AM02 - The End of the Wasp Season

Free AM02 - The End of the Wasp Season by Denise Mina

Book: AM02 - The End of the Wasp Season by Denise Mina Read Free Book Online
Authors: Denise Mina
the phone, Morrow looked down at the handbag on the floor. Again, good leather, good deep mustard color, quirky design with big zips and slightly outsized fastenings. Morrow bent down awkwardly and flicked the top of the bag open with her pen. A set of keys sat at the bottom: four keys clustered around a simple silver hoop. She was pleased to see shop receipts littering the bag. Most tills printed the time and date and their shop address. They’d be able to retrace Sarah’s movements from them.
    Morrow stood up and watched as they dusted the iPhone carefully, flicking black dust all over the white linen.
    She looked back at the door to the room, thought her way down the stairs to the porch and imagined Sarah Erroll coming into an empty house. Her face was a hazy cloud of blood, her body slim and lithe in the fitted black dress.
    Sarah left the suitcase by the wall, dropped her keys into the mustard bag and pulled her shoes off by the heel. Morrow imagined the gentle pwup as the hard heels fell to the tiled floor. She saw Sarah reaching into the baggy handbag, feeling around the rubble in the bottom for the taser phone, stepping across the hall to drop it carelessly by the other wall. Or stand at the top of the stairs and throw it down.
    Morrow started again with the taser: it was near the site of her death. She’d been going for it or someone else had it and dropped it there. It could have been in her handbag and someone had taken it, thought better of it and dropped it on the way out. “Check the taser for prints.”
    “Aye.”
    “Check it for fiber traces too,” she said. “See if it came out of this bag.”
    She saw the faceless woman drop her shoes and climb the stairs, imagined the aches and strains of sitting on an airplane for seven hours, imagined her pleasure at taking off the lacy underpants, pulling on a T-shirt and being swallowed by the big bed.
    They walked back downstairs, holding the wall as they stepped carefully past the body. Harris was in front this time and she saw him actually look straight at the mess for a moment, not flinching, and hoped it was because of her example. He tiptoed between the red footsteps and stopped at the bottom, holding out a hand to help her. She brushed his hand away.
    “Shoe prints?”
    “Aye,” he said. “Found black fibers in them, probably made of suede.”

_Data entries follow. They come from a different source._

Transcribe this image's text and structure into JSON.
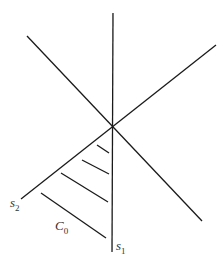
{
  "diagram": {
    "labels": {
      "s1": {
        "base": "s",
        "sub": "1"
      },
      "s2": {
        "base": "s",
        "sub": "2"
      },
      "c0": {
        "base": "C",
        "sub": "0"
      }
    },
    "line_color": "#1a1a1a"
  }
}
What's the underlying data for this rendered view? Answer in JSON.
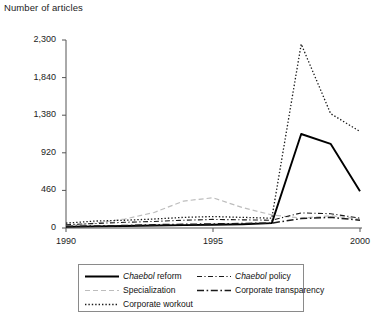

    Harris tipped his head and looked back up as Morrow came to stand by him. The footsteps were a mess of red, smeared over steps, some crisp prints, some spaces where the deep green carpet showed through.
    “They about a size eight?” said Morrow.
    They looked for a moment, angling their heads, stepping one way and another to discern a pattern.
    Finally Harris said, “Two sets?”
    “Is it?” She stepped over to where he was standing and saw a perfect print next to another, both right feet, one bigger than the other but the same sole markings. “God, you’re right. Shit. ”
    Two was bad. If there were two it wasn’t enough to show that they’d been there and been splattered with blood. It meant they would have to show a jury that each of the co-conspirators had been actively committing the violence. They’d have to charge them with conspiracy to commit murder, which had a lesser tariff. It was unsatisfying, especially if one of them had been standing at the side shouting at the other one to stop. If the defense could plant a doubt they could both walk. Morrow felt it reduced the process to trial by combat: that the stand-off was usually won by the stronger party, not the innocent one. The best they could hope for was physical evidence that proved the case.
    She squinted at the footsteps again. “Shit. They’re the same. We need to find something, marks on the sole or something.”
    “They’re the same though, is it a uniform?” said Harris.
    “Mibbi.” She waved at the stairs. “Can we break these steps down, reconstruct the movements? Take out the interview roulette.”